Author’s debut novel sees girl face adult realities

"The God of Animals"
By Aryn Kyle
Scribner
$25, 320 pages

Generally speaking, most kids are surprised when they find out they don't know everything there is to know about their parents.

To a kid, it's simple: Mom is Mom and Dad is the other half of the equation. Then one day, it becomes apparent that your parents aren't so transparent. The discovery that parents are people, too, can be kind of a shocker.

In the novel "The God of Animals" by Aryn Kyle, Alice Wilson thinks she knows her family well, and finding out otherwise marks the moment she begins to grow up.

All her life, Alice Wilson has known how fragile her mother is. The story goes that when Alice was just a baby, her mother handed her to Nona, Alice's older sister, and went upstairs.

She hasn't come down since.

Now, because Nona's run off with a rodeo cowboy, it's up to 11-year-old Alice to fetch dinner and anything else her mother needs. Along with household chores, Alice helps her father care for the barn and the horses on their Colorado ranch.

Years ago, the ranch was profitable, but these days Joe Wilson just scrapes by. Every month, he shuffles money around in white envelopes until the envelopes are fat enough to pay bills. When this fails, his horse-breeding enterprise becomes a horse-boarding outfit, much to Alice's disappointment.
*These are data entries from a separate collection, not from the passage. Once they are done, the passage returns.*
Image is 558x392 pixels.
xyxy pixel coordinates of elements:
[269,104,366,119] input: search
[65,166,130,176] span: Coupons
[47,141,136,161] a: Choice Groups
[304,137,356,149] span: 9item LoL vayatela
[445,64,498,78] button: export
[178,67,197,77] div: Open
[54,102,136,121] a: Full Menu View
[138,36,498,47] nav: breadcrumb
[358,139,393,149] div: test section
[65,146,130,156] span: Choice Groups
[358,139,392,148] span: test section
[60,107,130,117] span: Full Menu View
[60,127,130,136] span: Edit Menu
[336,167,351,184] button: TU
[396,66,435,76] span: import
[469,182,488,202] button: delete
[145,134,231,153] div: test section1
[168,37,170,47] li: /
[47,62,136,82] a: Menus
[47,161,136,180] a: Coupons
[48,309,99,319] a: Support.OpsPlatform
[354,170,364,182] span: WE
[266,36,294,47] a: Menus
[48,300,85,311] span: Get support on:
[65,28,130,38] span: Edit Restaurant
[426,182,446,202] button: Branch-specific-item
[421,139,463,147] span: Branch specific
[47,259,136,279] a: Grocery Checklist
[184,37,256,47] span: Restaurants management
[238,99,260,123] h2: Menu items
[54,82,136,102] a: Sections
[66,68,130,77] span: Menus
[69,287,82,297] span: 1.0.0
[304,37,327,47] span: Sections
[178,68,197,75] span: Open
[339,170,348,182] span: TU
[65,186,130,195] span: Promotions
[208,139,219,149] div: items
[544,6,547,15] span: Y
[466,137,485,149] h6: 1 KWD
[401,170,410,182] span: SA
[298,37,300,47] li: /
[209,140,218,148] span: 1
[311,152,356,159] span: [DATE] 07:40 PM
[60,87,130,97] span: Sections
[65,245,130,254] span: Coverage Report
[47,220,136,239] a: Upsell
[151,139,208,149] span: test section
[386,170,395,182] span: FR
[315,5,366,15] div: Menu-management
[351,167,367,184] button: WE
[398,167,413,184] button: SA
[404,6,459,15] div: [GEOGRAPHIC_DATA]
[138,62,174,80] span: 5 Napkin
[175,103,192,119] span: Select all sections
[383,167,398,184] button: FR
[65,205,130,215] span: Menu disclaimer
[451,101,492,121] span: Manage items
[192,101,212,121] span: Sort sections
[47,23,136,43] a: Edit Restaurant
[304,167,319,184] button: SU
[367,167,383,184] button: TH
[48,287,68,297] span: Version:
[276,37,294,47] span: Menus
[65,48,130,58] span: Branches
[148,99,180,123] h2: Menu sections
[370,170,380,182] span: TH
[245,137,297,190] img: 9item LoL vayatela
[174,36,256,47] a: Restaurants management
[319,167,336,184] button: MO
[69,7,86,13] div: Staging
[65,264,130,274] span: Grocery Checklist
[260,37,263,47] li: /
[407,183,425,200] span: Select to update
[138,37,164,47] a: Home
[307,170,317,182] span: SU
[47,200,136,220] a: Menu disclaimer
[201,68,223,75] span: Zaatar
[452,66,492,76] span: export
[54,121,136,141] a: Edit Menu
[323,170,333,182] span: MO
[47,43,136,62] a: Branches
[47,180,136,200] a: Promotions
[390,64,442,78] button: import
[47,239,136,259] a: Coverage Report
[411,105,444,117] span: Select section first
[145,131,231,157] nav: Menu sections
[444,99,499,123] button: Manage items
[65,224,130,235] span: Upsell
Success, according to Joe, is always coming. If Sheila, the too-perky teenager who takes riding lessons, can learn showmanship, she'll bring her friends to the ranch. If the women who board their horses are allowed to treat the barn as some sort of clubhouse, they'll keep coming back. If Joe can find a one-of-a-kind horse to train, he can sell it for much more than he paid for it.
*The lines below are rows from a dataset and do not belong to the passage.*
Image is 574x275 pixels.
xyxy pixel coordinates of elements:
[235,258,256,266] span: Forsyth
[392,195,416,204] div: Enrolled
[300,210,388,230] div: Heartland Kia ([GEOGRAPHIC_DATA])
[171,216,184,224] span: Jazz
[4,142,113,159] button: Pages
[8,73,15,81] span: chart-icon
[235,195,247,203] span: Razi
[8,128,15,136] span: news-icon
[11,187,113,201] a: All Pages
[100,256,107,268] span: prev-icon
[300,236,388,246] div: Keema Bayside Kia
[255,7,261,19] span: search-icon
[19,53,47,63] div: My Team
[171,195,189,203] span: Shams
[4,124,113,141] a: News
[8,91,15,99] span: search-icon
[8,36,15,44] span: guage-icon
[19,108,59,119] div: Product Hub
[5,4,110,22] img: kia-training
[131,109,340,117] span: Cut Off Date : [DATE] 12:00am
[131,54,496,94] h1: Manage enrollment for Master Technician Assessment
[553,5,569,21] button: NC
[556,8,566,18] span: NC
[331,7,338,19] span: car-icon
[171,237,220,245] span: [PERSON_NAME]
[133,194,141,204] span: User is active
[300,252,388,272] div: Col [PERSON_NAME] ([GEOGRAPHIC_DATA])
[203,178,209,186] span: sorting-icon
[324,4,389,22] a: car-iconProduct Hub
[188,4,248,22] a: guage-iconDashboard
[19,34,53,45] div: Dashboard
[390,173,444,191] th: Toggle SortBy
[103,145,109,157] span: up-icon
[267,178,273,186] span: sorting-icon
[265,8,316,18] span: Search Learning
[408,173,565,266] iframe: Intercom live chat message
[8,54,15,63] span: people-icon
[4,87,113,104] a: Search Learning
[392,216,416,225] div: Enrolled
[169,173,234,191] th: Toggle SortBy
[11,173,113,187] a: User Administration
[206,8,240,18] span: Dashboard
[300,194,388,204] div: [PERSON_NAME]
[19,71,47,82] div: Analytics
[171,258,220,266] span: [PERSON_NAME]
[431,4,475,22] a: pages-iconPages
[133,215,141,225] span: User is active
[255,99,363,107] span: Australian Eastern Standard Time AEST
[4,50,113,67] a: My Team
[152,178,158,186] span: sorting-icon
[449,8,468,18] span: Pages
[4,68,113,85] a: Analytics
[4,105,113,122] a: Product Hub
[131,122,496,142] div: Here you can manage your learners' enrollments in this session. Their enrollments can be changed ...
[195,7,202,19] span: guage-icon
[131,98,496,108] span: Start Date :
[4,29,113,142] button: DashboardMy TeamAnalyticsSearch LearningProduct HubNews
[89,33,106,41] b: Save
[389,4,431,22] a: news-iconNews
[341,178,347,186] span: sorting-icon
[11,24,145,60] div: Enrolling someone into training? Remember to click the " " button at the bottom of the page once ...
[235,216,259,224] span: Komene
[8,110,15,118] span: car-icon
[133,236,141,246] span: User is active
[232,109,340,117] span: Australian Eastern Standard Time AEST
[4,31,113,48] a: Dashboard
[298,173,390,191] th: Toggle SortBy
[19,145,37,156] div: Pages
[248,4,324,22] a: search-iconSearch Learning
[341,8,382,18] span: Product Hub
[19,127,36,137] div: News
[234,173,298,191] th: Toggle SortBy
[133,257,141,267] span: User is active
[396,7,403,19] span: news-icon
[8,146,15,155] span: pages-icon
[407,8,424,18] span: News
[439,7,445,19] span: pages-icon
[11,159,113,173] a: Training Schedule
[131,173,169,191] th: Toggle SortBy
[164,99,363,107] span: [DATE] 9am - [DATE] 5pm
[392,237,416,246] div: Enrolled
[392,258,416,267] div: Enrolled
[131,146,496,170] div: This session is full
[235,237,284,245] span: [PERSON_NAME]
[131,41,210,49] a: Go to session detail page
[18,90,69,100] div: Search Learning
If only things could be the way they once were, Alice thinks. She misses Nona, and she wonders why her father stays married to the ghost-like woman who lives upstairs. Wanting a secret all her own, Alice begins to make late-night calls to a male teacher who listens to her and reads poetry to her over the phone.

But there are certain truths that kids only learn when they stop being kids. For Alice, those truths come galloping in on the back of a brutal accident.
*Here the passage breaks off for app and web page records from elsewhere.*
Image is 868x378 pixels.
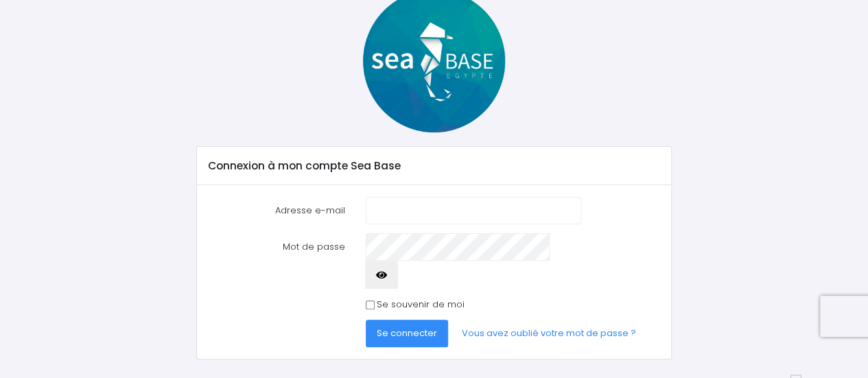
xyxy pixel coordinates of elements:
label: Mot de passe [198,233,356,289]
label: Adresse e-mail [198,197,356,225]
a: Vous avez oublié votre mot de passe ? [451,320,647,347]
span: Se connecter [377,326,437,339]
div: Connexion à mon compte Sea Base [197,147,671,185]
label: Se souvenir de moi [377,298,464,311]
button: Se connecter [365,320,448,347]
"The God of Animals" is filled with harshness, beauty, and one of the most memorably precocious heroines you'll ever meet. Alice is wise beyond her years, not yet ready to accept the hard realities of the people in her circle but, even so, able to learn forgiveness, love and the complexity of relationships. Kyle's writing style is so vivid that you'll want to spit the dust out of your mouth every time anyone's boots hit the ground in this perfectly crafted debut novel.